The research results, published in the journal Nature Geoscience, will help scientists better understand dramatic sea ice changes predicted under various climate change scenarios.

Scientists currently use a range of techniques to measure sea ice thickness. Satellite observations measure large-scale thickness from space, but interpreting data accurately can be difficult due to snow cover. Measurements made on sea ice by drilling holes, together with visual observations from ships, are critical for building a more complete picture.

However, difficulties in getting access to thicker areas of sea ice leaves gaps in the data. With the new Autonomous Underwater Vehicle (AUV) known as SeaBED, scientists are filling this gap.

While most oceanographic survey instruments look downwards to the seafloor, SeaBED is fitted with an upward-looking sonar to map the underside of sea-ice floes. It operates at a depth of 20–30 metres and is driven in a ‘lawnmower’ pattern.

‘Putting an AUV together to map the underside of sea ice is challenging from a software, navigation and acoustic communications standpoint,’ says Hanumant Singh, an engineering scientist at the Woods Hole Oceanographic Institution (WHOI) whose lab designed, built and operated the AUV.

‘SeaBED’s maneuverability and stability made it ideal for this application where we were doing detailed floe-scale mapping and deploying, as well as recovering in close-packed ice conditions.’

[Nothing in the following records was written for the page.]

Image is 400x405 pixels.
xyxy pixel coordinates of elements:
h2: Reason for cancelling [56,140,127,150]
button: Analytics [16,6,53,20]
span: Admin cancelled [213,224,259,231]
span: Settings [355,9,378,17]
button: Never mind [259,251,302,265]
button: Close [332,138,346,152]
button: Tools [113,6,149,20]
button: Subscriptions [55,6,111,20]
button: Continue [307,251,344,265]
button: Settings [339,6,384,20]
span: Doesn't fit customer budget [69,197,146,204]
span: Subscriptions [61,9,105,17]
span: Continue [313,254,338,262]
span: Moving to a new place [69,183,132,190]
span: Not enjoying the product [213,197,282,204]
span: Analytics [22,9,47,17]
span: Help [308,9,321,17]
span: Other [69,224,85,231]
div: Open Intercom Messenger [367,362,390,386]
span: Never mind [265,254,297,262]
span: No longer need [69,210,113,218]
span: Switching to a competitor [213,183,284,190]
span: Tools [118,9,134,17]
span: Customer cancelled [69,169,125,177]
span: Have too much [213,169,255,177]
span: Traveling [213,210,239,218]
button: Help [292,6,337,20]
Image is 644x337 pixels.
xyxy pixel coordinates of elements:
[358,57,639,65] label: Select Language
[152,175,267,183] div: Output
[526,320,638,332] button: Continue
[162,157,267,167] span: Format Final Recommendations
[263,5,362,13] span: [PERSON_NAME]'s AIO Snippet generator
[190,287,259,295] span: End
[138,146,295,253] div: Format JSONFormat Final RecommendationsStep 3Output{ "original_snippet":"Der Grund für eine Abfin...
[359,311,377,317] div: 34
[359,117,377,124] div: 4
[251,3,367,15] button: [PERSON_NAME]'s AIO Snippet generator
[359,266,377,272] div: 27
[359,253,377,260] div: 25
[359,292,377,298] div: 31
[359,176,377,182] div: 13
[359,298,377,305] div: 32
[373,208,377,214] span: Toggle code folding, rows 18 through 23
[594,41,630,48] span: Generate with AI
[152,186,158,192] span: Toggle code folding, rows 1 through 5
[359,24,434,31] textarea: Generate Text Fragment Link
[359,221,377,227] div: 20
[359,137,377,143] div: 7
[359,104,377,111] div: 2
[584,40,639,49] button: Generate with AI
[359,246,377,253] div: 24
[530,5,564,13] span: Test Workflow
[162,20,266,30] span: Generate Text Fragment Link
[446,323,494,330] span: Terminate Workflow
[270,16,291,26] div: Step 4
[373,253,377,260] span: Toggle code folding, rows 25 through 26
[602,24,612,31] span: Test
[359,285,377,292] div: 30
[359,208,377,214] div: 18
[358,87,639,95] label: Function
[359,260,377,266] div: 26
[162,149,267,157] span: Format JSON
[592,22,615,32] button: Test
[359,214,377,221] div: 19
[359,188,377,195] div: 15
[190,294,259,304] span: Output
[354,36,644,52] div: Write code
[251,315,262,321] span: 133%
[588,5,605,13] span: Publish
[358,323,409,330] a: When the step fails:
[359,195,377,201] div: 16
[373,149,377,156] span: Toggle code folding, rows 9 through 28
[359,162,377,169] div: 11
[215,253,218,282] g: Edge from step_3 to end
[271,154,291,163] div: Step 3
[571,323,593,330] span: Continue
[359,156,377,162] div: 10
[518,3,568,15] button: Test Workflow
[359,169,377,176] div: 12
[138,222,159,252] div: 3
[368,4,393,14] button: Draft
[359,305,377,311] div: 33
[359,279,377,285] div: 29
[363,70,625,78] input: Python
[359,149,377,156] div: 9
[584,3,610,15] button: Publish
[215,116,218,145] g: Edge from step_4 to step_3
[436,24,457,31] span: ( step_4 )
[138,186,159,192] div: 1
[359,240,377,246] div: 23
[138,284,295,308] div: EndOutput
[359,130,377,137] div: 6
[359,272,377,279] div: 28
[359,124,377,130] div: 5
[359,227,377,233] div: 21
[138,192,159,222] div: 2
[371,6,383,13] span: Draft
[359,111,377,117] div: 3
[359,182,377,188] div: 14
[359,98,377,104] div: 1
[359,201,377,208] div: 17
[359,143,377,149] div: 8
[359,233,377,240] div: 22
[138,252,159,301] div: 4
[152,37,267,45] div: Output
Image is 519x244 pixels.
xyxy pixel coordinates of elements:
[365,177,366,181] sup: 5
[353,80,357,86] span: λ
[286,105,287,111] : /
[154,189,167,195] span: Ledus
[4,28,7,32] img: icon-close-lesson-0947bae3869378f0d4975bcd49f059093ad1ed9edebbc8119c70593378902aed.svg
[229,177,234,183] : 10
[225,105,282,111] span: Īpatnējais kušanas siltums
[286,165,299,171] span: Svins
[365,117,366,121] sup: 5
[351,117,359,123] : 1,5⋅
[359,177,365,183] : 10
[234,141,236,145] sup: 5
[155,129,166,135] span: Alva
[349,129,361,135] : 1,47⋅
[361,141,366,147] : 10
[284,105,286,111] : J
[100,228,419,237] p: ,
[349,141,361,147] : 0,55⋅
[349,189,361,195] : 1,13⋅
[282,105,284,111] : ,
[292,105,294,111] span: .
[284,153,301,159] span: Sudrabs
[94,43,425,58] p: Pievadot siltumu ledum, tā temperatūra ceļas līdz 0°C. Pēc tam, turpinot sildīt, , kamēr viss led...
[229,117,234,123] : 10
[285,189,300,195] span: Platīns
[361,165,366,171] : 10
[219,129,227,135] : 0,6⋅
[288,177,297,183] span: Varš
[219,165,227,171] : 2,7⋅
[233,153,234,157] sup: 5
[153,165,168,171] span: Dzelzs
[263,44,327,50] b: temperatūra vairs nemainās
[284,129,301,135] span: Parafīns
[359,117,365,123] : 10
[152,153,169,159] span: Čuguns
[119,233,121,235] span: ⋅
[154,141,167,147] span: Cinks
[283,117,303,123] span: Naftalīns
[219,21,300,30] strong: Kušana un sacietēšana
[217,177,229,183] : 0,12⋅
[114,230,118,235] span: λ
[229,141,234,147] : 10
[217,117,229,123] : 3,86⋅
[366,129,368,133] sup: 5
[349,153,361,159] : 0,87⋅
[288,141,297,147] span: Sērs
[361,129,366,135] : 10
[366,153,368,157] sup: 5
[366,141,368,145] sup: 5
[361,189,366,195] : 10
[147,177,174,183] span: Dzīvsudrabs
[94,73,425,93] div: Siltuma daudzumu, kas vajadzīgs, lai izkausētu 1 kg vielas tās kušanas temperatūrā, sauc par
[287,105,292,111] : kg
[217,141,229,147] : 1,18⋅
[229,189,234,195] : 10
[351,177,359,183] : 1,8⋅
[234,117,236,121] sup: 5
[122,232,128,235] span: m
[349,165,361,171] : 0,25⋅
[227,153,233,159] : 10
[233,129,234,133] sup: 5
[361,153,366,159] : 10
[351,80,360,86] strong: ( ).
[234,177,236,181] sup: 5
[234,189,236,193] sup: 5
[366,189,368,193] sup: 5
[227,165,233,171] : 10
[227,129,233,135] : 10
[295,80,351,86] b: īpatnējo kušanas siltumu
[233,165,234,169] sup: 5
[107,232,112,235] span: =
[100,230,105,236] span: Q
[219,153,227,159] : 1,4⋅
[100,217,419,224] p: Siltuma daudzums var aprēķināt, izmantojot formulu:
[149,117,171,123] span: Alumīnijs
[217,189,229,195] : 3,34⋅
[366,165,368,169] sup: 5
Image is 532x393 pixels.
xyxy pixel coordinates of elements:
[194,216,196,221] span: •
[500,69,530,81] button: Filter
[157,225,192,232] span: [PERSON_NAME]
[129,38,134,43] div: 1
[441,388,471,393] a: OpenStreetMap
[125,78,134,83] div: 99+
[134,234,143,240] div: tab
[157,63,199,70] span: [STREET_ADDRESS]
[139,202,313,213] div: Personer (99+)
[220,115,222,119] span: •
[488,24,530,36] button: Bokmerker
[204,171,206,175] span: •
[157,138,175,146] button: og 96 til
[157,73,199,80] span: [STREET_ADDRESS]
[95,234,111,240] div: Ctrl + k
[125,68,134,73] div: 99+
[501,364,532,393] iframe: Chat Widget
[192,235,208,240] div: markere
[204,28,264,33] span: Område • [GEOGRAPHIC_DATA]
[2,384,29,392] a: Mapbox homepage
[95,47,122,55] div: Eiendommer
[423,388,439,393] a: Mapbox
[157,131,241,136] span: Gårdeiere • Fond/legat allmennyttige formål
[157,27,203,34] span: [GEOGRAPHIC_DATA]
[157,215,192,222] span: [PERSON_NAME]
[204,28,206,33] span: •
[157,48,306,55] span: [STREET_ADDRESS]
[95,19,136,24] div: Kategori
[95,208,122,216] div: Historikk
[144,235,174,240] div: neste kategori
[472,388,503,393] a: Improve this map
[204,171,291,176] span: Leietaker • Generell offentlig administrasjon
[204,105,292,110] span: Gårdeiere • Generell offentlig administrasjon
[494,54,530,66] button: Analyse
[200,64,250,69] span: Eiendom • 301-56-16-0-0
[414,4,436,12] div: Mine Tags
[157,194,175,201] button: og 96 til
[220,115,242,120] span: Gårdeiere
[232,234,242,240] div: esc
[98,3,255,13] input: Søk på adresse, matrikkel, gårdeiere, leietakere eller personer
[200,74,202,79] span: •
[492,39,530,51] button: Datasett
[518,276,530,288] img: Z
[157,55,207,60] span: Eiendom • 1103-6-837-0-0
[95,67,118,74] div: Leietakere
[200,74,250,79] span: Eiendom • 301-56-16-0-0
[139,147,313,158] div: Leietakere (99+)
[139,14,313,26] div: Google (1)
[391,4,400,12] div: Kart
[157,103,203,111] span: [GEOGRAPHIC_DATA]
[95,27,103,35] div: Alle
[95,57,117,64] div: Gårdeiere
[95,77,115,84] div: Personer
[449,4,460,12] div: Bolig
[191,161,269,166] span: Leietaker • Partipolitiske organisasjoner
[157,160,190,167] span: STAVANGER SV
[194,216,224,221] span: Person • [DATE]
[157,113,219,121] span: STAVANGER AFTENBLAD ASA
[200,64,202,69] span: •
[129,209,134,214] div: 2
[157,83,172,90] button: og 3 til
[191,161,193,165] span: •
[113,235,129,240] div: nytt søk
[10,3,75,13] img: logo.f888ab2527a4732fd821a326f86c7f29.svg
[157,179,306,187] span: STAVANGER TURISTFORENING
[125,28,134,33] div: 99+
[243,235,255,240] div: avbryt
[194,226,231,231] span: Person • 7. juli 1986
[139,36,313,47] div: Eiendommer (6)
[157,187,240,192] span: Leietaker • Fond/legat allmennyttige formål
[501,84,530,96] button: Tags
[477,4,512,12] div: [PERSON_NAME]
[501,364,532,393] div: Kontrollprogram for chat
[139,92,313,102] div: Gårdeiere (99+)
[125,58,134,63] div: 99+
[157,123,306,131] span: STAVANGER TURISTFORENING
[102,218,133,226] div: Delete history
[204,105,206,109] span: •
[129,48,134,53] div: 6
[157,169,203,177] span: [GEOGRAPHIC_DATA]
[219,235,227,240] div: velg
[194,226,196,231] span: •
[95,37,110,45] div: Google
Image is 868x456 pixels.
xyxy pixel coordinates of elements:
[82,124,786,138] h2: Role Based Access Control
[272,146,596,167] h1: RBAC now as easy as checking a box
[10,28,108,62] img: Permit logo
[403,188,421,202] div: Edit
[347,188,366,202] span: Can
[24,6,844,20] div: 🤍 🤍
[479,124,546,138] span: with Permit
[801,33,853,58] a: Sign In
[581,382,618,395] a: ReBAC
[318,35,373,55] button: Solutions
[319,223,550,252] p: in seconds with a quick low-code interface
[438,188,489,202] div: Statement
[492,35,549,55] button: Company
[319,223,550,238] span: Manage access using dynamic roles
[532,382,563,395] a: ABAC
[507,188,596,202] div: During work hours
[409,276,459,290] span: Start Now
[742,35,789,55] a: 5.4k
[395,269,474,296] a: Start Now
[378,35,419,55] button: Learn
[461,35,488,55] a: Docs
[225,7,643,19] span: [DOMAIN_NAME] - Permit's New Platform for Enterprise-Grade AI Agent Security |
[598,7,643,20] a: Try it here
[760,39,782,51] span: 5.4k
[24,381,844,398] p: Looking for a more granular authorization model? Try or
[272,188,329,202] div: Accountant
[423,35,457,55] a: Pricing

Co-author, Dr Guy Williams from the University of Tasmania’s (UTAS’s) Institute of Marine and Antarctic, adds: ‘The full 3D topography of the underside of the ice provides a richness of new information about the structure of sea ice and the processes that created it.

‘This is key to advancing our models particularly in showing the differences between Arctic and Antarctic sea ice.’

The team deployed AUVs as part of two Antarctic cruises in 2010 and 2012. Three locations around the Antarctic Peninsula were mapped – the Weddell, Bellingshausen and Wilkes Land sectors, covering an area of 500,000 square metres, the size of 100 football pitches.

‘What this effort does is show that observations from AUVs under the ice are possible and there is a very rich data set that you can get from them,’ says Ted Maksym, a WHOI scientist and another co-author.

The research was carried out by scientists from Australia’s UTAS Institute of Marine and Antarctic Studies and Antarctic Climate and Ecosystem Cooperative Research Centre; from the US Woods Hole Oceanographic Institution (USA); and from the British Antarctic Survey (UK).